AMBER to create 350 new research positions from 2019-2025
Pictured (L-R) Prof. Mick Morris, Director AMBER; Dr Lorraine Byrne, Executive Director AMBER; Dr Aoife Gallagher, Head of Innovation, RCSI; Prof. Fergal O’Brien, Professor of Bioengineering & Regenerative Medicine, RCSI and Deputy Director, AMBER.
AMBER, the SFI Research Centre for Advanced Materials and Bio-Engineering Research has today launched its second phase which will see 350 new research positions created between 2019 and 2025 across seven partner institutions.
RCSI was a founding partner of the AMBER Centre in 2013 with RCSI’s Professor of Bioengineering and Regenerative Medicine, Fergal O’Brien serving as Deputy Director of the Centre with specific responsibility in growing the materials for health remit. RCSI researchers Prof. Sally Ann Cryan, Prof. Andreas Heise, Dr Cathal Kearney, Prof. Donal O’Shea, Dr Oran Kennedy, Dr Ciara Murphy, Dr Cian O’Leary, Dr Caroline Curtin and Dr Annie Curtis are also funded as AMBER Principal Investigators.
This phase of the centre is being delivered via €40 million in funding over the next six years through the Science Foundation Ireland’s (SFI) Research Centres Programme, coupled with €77 million in cash and in-kind contributions which AMBER will raise in investment from industry and non-exchequer sources. The funding will grow the Centre’s world leading academic and industry orientated materials science research in critical and emerging sectors of the economy, such as ICT, MedTech, personalised and regenerative medicine, energy, sustainable materials and manufacturing technologies.
Minster for Business, Enterprise, and Innovation, Heather Humphreys TD said: “The second phase of AMBER will contribute hugely to the Government’s strategy to prepare now for tomorrow’s world, through plans like Future Jobs Ireland and Project Ireland 2040. The work done by AMBER previously has helped position Ireland as a world leader in research, further strengthening our global credibility across a number of different sectors.”
Professor Ray Stallings, Director of Research and Innovation, RCSI, said: “Through the second phase of AMBER, RCSI researchers will contribute to driving innovations in advanced healthcare materials that will lead to improvements in human health in Ireland and around the world. The quality of RCSI’s research is critical for AMBER in attracting and sustaining long term engagements with industry, competing for non-exchequer funding and tackling global challenges.”
Professor Fergal O’Brien, Deputy Director of AMBER and Professor of Bioengineering and Regenerative Medicine at RCSI, commented: “The launch of the second phase of AMBER will bring together clusters of researchers to work across the boundaries of traditional disciples, to drive advances in new sustainable products and technologies for society and solutions for industry. I am delighted that 10 RCSI faculty are now funded investigators in AMBER and I look forward to growing this number in the coming years. The expertise of RCSI researchers will be instrumental in driving the expansion of the materials for health and bioengineering remit of AMBER into the next decade.”
Professor Mark Ferguson, Director General Science Foundation Ireland and Chief Scientific Adviser to the Government of Ireland, said: “The SFI Research Centre AMBER has contributed hugely to fundamental and applied materials science research. In only a short period, AMBER has made incredible progress, in terms of increased academic and industrial collaboration, training PhD students for industry, winning competitive funding from the EU, producing excellent scientific results and public engagement. Science Foundation Ireland looks forward to continuing to support this world class centre, increasing our ability to positively impact both society and the economy through excellent scientific research.”
Health research areas where AMBER investigators are world leaders include biomaterials for tissue regeneration, additive manufacturing, bioprinting and scaffold mediated drug delivery. Between 2019 and 2025, they will facilitate the development of new engineered implants, leveraging the expertise of researchers in immunology and 2D materials. Expected impacts in the area of health includes the development of new therapies for the treatment of bone defects and heart attacks, peripheral nerve repair, joint repair and wound healing, as well as developing new methods for monitoring health.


Try it: Make an exact copy of the records below, excluding images.

Dataset listings of figures
_____

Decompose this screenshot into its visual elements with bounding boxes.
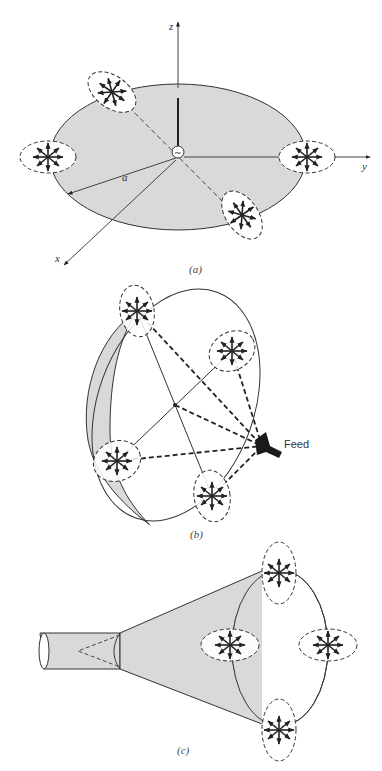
polarization-cluster-bottom [190,467,234,524]
caption-c: (c) [177,744,190,757]
polarization-cluster-left [201,629,259,661]
polarization-cluster-bottom [262,699,296,761]
z-label: z [168,20,174,32]
polarization-cluster-right [299,629,357,661]
source-tilde: ~ [174,148,182,158]
panel-c: (c) [39,542,357,761]
panel-a: z y x a ~ (a) [20,20,370,276]
caption-a: (a) [189,263,202,276]
polarization-cluster-right [279,141,335,173]
panel-b: Feed (b) [62,266,309,545]
polarization-cluster-left [20,141,76,173]
radius-label: a [122,171,128,183]
antenna-polarization-figure: z y x a ~ (a) [0,0,382,771]
polarization-cluster-top [262,542,296,604]
waveguide-end [39,633,49,669]
feed-label: Feed [284,438,309,450]
y-label: y [361,160,367,172]
x-label: x [54,252,60,264]
waveguide [40,633,120,669]
caption-b: (b) [190,528,203,541]
reflector-back-surface [86,311,150,525]
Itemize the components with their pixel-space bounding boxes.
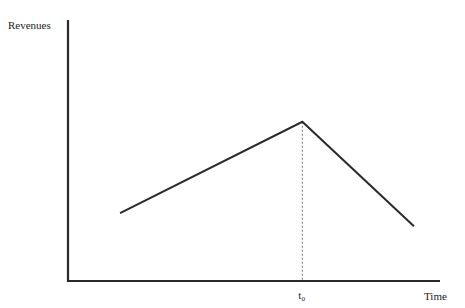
x-tick-label-t0: t0: [298, 289, 305, 303]
x-axis-label: Time: [424, 290, 447, 302]
series-group: [120, 122, 414, 226]
series-line-revenues: [120, 122, 414, 226]
x-ticks: t0: [298, 289, 305, 303]
y-axis-label: Revenues: [8, 19, 51, 31]
revenue-chart: Revenues Time t0: [0, 0, 465, 308]
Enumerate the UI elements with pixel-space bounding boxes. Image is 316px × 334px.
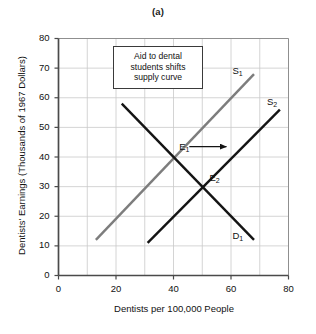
y-tick-label: 80 (26, 33, 50, 43)
x-tick-label: 60 (218, 284, 244, 294)
y-tick-label: 70 (26, 63, 50, 73)
equilibrium-label-E1-text: E (179, 141, 185, 152)
y-tick-label: 10 (26, 240, 50, 250)
y-tick-label: 30 (26, 181, 50, 191)
y-tick-label: 60 (26, 92, 50, 102)
economics-supply-demand-figure: (a) Dentists' Earnings (Thousands of 196… (0, 0, 316, 334)
y-tick-label: 0 (26, 270, 50, 280)
x-tick-label: 0 (46, 284, 72, 294)
curve-label-S2: S2 (267, 96, 277, 107)
x-tick-label: 40 (161, 284, 187, 294)
shift-callout-box: Aid to dental students shifts supply cur… (113, 46, 203, 89)
data-series (96, 74, 280, 243)
curve-D1 (122, 104, 254, 240)
equilibrium-label-E1: E1 (179, 141, 189, 152)
equilibrium-label-E1-subscript: 1 (186, 146, 190, 153)
x-tick-label: 80 (276, 284, 302, 294)
curve-label-S1-text: S (232, 65, 238, 76)
x-tick-label: 20 (103, 284, 129, 294)
curve-label-S1-subscript: 1 (239, 70, 243, 77)
callout-line-2: students shifts (116, 62, 200, 73)
curve-label-S2-subscript: 2 (273, 101, 277, 108)
equilibrium-label-E2-text: E (209, 172, 215, 183)
y-tick-label: 50 (26, 122, 50, 132)
y-tick-label: 40 (26, 152, 50, 162)
curve-label-D1-subscript: 1 (239, 235, 243, 242)
curve-label-D1: D1 (232, 230, 243, 241)
curve-label-S1: S1 (232, 65, 242, 76)
callout-line-3: supply curve (116, 72, 200, 83)
equilibrium-label-E2-subscript: 2 (216, 177, 220, 184)
equilibrium-label-E2: E2 (209, 172, 219, 183)
callout-line-1: Aid to dental (116, 51, 200, 62)
y-tick-label: 20 (26, 211, 50, 221)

_____

Answer section:
Decompose this screenshot into its visual elements with bounding boxes.
polarization-cluster-bottom [190,467,234,524]
caption-c: (c) [177,744,190,757]
polarization-cluster-left [201,629,259,661]
polarization-cluster-bottom [262,699,296,761]
z-label: z [168,20,174,32]
polarization-cluster-right [299,629,357,661]
source-tilde: ~ [174,148,182,158]
panel-c: (c) [39,542,357,761]
panel-a: z y x a ~ (a) [20,20,370,276]
caption-a: (a) [189,263,202,276]
polarization-cluster-right [279,141,335,173]
panel-b: Feed (b) [62,266,309,545]
polarization-cluster-left [20,141,76,173]
radius-label: a [122,171,128,183]
antenna-polarization-figure: z y x a ~ (a) [0,0,382,771]
polarization-cluster-top [262,542,296,604]
waveguide-end [39,633,49,669]
feed-label: Feed [284,438,309,450]
y-label: y [361,160,367,172]
x-label: x [54,252,60,264]
waveguide [40,633,120,669]
caption-b: (b) [190,528,203,541]
reflector-back-surface [86,311,150,525]
Itemize the components with their pixel-space bounding boxes.
x-tick-label-t0: t0: [298, 289, 305, 303]
x-axis-label: Time: [424, 290, 447, 302]
series-group: [120, 122, 414, 226]
series-line-revenues: [120, 122, 414, 226]
x-ticks: t0: [298, 289, 305, 303]
y-axis-label: Revenues: [8, 19, 51, 31]
revenue-chart: Revenues Time t0: [0, 0, 465, 308]
Enumerate the UI elements with pixel-space bounding boxes. Image is 316px × 334px.
y-tick-label: 80 (26, 33, 50, 43)
x-tick-label: 60 (218, 284, 244, 294)
y-tick-label: 70 (26, 63, 50, 73)
equilibrium-label-E1-text: E (179, 141, 185, 152)
y-tick-label: 10 (26, 240, 50, 250)
y-tick-label: 30 (26, 181, 50, 191)
y-tick-label: 60 (26, 92, 50, 102)
economics-supply-demand-figure: (a) Dentists' Earnings (Thousands of 196… (0, 0, 316, 334)
y-tick-label: 0 (26, 270, 50, 280)
x-tick-label: 0 (46, 284, 72, 294)
curve-label-S2: S2 (267, 96, 277, 107)
x-tick-label: 40 (161, 284, 187, 294)
shift-callout-box: Aid to dental students shifts supply cur… (113, 46, 203, 89)
data-series (96, 74, 280, 243)
curve-D1 (122, 104, 254, 240)
equilibrium-label-E1: E1 (179, 141, 189, 152)
equilibrium-label-E1-subscript: 1 (186, 146, 190, 153)
x-tick-label: 80 (276, 284, 302, 294)
curve-label-S1-text: S (232, 65, 238, 76)
x-tick-label: 20 (103, 284, 129, 294)
curve-label-S1-subscript: 1 (239, 70, 243, 77)
callout-line-2: students shifts (116, 62, 200, 73)
curve-label-S2-subscript: 2 (273, 101, 277, 108)
equilibrium-label-E2-text: E (209, 172, 215, 183)
y-tick-label: 50 (26, 122, 50, 132)
y-tick-label: 40 (26, 152, 50, 162)
curve-label-D1-subscript: 1 (239, 235, 243, 242)
curve-label-D1: D1 (232, 230, 243, 241)
curve-label-S1: S1 (232, 65, 242, 76)
callout-line-3: supply curve (116, 72, 200, 83)
equilibrium-label-E2-subscript: 2 (216, 177, 220, 184)
equilibrium-label-E2: E2 (209, 172, 219, 183)
callout-line-1: Aid to dental (116, 51, 200, 62)
y-tick-label: 20 (26, 211, 50, 221)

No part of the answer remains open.